The Health Secretary, Jeremy Hunt, states the obvious rather than the contentious. Patients do not choose to fall ill on the basis of a five-day week. There is currently a meaningless row about how vulnerable a patient is who falls ill on a Friday night, but anyone who knows someone in such a position is aware that in most cases they must lie there with fingers crossed until the following Monday.

Hunt is speaking for all of us in seeking to establish reliable provision seven days a week. In regarding Saturday as a working day he is not a freak, but aware of the changing patterns of work. He could have had an easier time doing what a series of Labour Health Secretaries did and accepting the doctors’ terms without posing too many questions. Instead he carries around with him a book by Eric Topol, The Patient Will See You Now, highlighting his determination to empower the patient.

For the current Labour leadership, the dispute should not be seen as a straightforward one in which it backs the strike. Does it oppose a seven-day NHS for patients needing operations on a Saturday and Sunday? The same applies to its support for Tube strikes over all-night trains. Is it against Tubes running for low-paid workers struggling to leave or arrive at work?

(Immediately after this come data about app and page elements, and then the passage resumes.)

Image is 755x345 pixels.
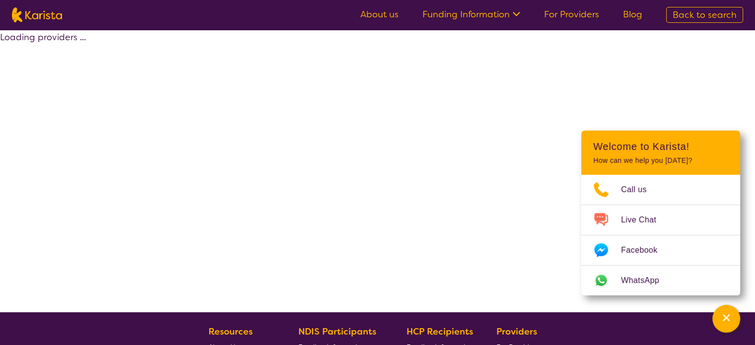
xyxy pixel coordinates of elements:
[361,8,399,20] a: About us
[593,141,729,152] h2: Welcome to Karista!
[209,326,253,338] b: Resources
[621,213,668,227] span: Live Chat
[673,9,737,21] span: Back to search
[666,7,743,23] a: Back to search
[623,8,643,20] a: Blog
[621,243,669,258] span: Facebook
[423,8,520,20] a: Funding Information
[593,156,729,165] p: How can we help you [DATE]?
[621,182,659,197] span: Call us
[407,326,473,338] b: HCP Recipients
[544,8,599,20] a: For Providers
[621,273,671,288] span: WhatsApp
[298,326,376,338] b: NDIS Participants
[582,131,740,295] div: Channel Menu
[12,7,62,22] img: Karista logo
[713,305,740,333] button: Channel Menu
[497,326,537,338] b: Providers
[582,266,740,295] a: Web link opens in a new tab.
[582,175,740,295] ul: Choose channel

In the 1980s, Labour agonised over the miners’ strike when it should have focused more on what would happen to communities once pits had closed. On this the Thatcher government was incapable of acting because it did not believe in doing so. Both Norman Tebbit and Geoffrey Howe subsequently acknowledged the terrible error. Communities rotted as it was left to non-existent market forces to revive them.

The Government is similarly in denial now about the need for a follow-up. It is right to seek a seven-day NHS but will not act on the implications. David Cameron made the pledge early in the election campaign without thinking it through in any detail. Now Hunt seeks to implement it without increasing already agreed cash limits and when the NHS’s chaotic structure leaves junior doctors feeling utterly powerless, under stifling layers of bureaucracy administered by managers more highly paid and less accountable.

The former Conservative Health Secretary, Stephen Dorrell, now chair of the NHS Confederation, gets the balance right. He calls for more spending and a system that brings together health and care. So does the Kings Fund, the think tank that has investigated forensically costs and structure in health and care. Why can’t we have a grown-up debate about the level of care we want and how we can pay for it? As I wrote recently in relation to the floods, the pre-election “tax and spend” debates are a right-wing fantasy land. But can we have one early in this parliament when the Conservatives and the media do not have to pretend that spending cuts, tax cuts and better services are possible as if by magic?

In terms of structure, there is some interesting thinking in government. George Osborne has tentatively devolved some responsibilities for healthcare and pledges to do more. Some more radical ministers wonder whether a solution is to devolve the entire health and care budgets to new local boards of council leaders and innovative managers from the NHS and social care. But after the chaotic upheaval in the last parliament they will wonder for many years.

The proposals for a seven-day NHS should be part of a debate about resources and structure. Even without that debate Hunt must prevail, breaking a barrier about working that is already broken elsewhere in the fast-changing world of work.

Meanwhile in Germany, France and other northern Europe countries, governments, voters, their newspapers and broadcasting outlets support spending on healthcare significantly higher than in the UK. As in the 1980s, both strikers and government here struggle to adapt. We are all losers.